I’m an Offchain Labs protocol person, who was involved in the original decision to set this parameter to 24 hours. Here’s my opinion on the tradeoffs.
First, thanks to Shotaro and Bartek who have both been valuable participants in community discussion around Arbitrum over time.
You have collectively identified the main tradeoff here, which is that a shorter censorship delay value increases the risk of a reorg in the transaction sequence; but a longer censorship delay value provides a weaker guarantee if the sequencer does engage in censorship.
Here’s the sequence reorg scenario: The sequencer has published some transactions in its feed but those have not yet been posted to the on-chain inbox. In this state the sequencer goes offline (and redundancy measures such as failover to a hot spare somehow don’t succeed). The sequencer stays offline for longer than the delay interval. Someone then force-includes a message into the sequence.

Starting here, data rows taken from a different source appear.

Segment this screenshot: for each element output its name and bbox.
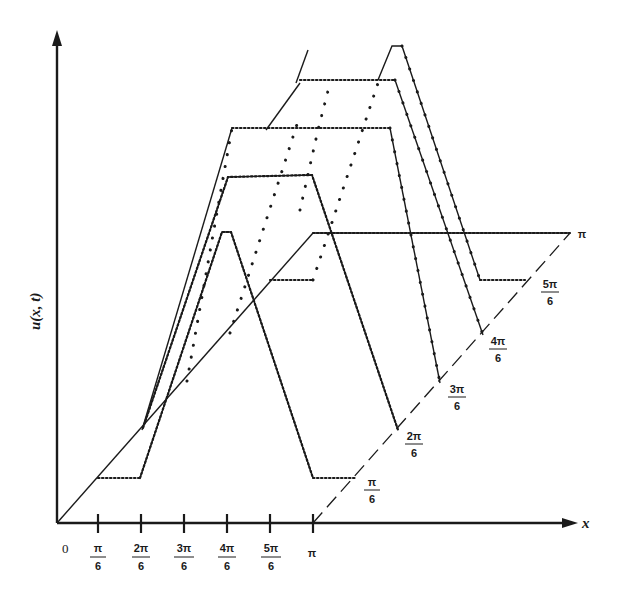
- origin-label: 0: [62, 541, 69, 556]
- x-tick-den: 6: [138, 560, 144, 572]
- t-label-den: 6: [369, 493, 375, 505]
- t-axis-origin-line: [57, 233, 313, 523]
- curve-right-edge: [390, 128, 440, 383]
- curve-left-edge: [296, 50, 308, 83]
- t-label-num: π: [368, 476, 377, 488]
- t-label-den: 6: [547, 295, 553, 307]
- y-axis-label: u(x, t): [27, 292, 44, 330]
- waterfall-diagram: 0 x u(x, t) π 6 2π 6 3π 6 4π 6 5π 6 π π …: [0, 0, 617, 601]
- curve-left-dots: [313, 83, 378, 280]
- curve-trapezoid-dots: [143, 175, 398, 430]
- curve-t-4pi-6: [230, 50, 483, 335]
- t-label-num: 3π: [450, 383, 465, 395]
- t-label-den: 6: [495, 352, 501, 364]
- curve-triangle-dots: [140, 232, 313, 478]
- curve-left-rise: [266, 83, 300, 130]
- x-tick-num: 2π: [134, 542, 149, 554]
- t-label-den: 6: [454, 400, 460, 412]
- x-axis-arrow-icon: [562, 518, 578, 528]
- x-tick-labels: π 6 2π 6 3π 6 4π 6 5π 6 π: [90, 542, 317, 572]
- x-tick-num: π: [308, 547, 317, 559]
- t-labels: π 6 2π 6 3π 6 4π 6 5π 6 π: [364, 228, 587, 505]
- x-tick-den: 6: [224, 560, 230, 572]
- y-axis-arrow-icon: [52, 30, 62, 46]
- x-tick-num: π: [94, 542, 103, 554]
- t-label-num: 4π: [491, 335, 506, 347]
- x-tick-num: 5π: [264, 542, 279, 554]
- t-label-num: 2π: [407, 430, 422, 442]
- t-axis-pi-line: [313, 233, 570, 523]
- curve-trapezoid: [143, 175, 398, 430]
- t-label-num: π: [578, 228, 587, 240]
- curve-triangle: [140, 232, 313, 478]
- t-label-den: 6: [411, 447, 417, 459]
- curve-left-dots: [230, 115, 300, 333]
- curve-left-edge: [142, 128, 232, 430]
- x-tick-num: 3π: [177, 542, 192, 554]
- x-axis-label: x: [581, 515, 590, 531]
- t-label-num: 5π: [543, 278, 558, 290]
- x-tick-num: 4π: [220, 542, 235, 554]
- curve-t-2pi-6: [143, 175, 398, 430]
- x-tick-den: 6: [181, 560, 187, 572]
- curve-left-dots: [300, 83, 330, 210]
- curve-t-pi: [300, 83, 570, 233]
- x-tick-den: 6: [95, 560, 101, 572]
- x-tick-den: 6: [268, 560, 274, 572]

This reorgs the sequencer’s feed, because the messages that were in the feed but not yet inbox-posted will need to be included in the sequence after the force-included transaction, once the sequencer recovers.
By design, Arbitrum makes transaction sequence reorgs very rare, and many applications rely on that fact by assuming that a sequence reorg won’t happen. (Protocol designers have consistently warned that sequence reorgs are not impossible.). Those applications could suffer negative consequences if a sequence reorg does happen.
So the key technical question here is: how much would shortening the delay to 4 hours increase the risk of a sequence reorg? Our engineering team is analyzing that question, at the request of the Foundation, and we’ll report to the community once we have a clearer answer.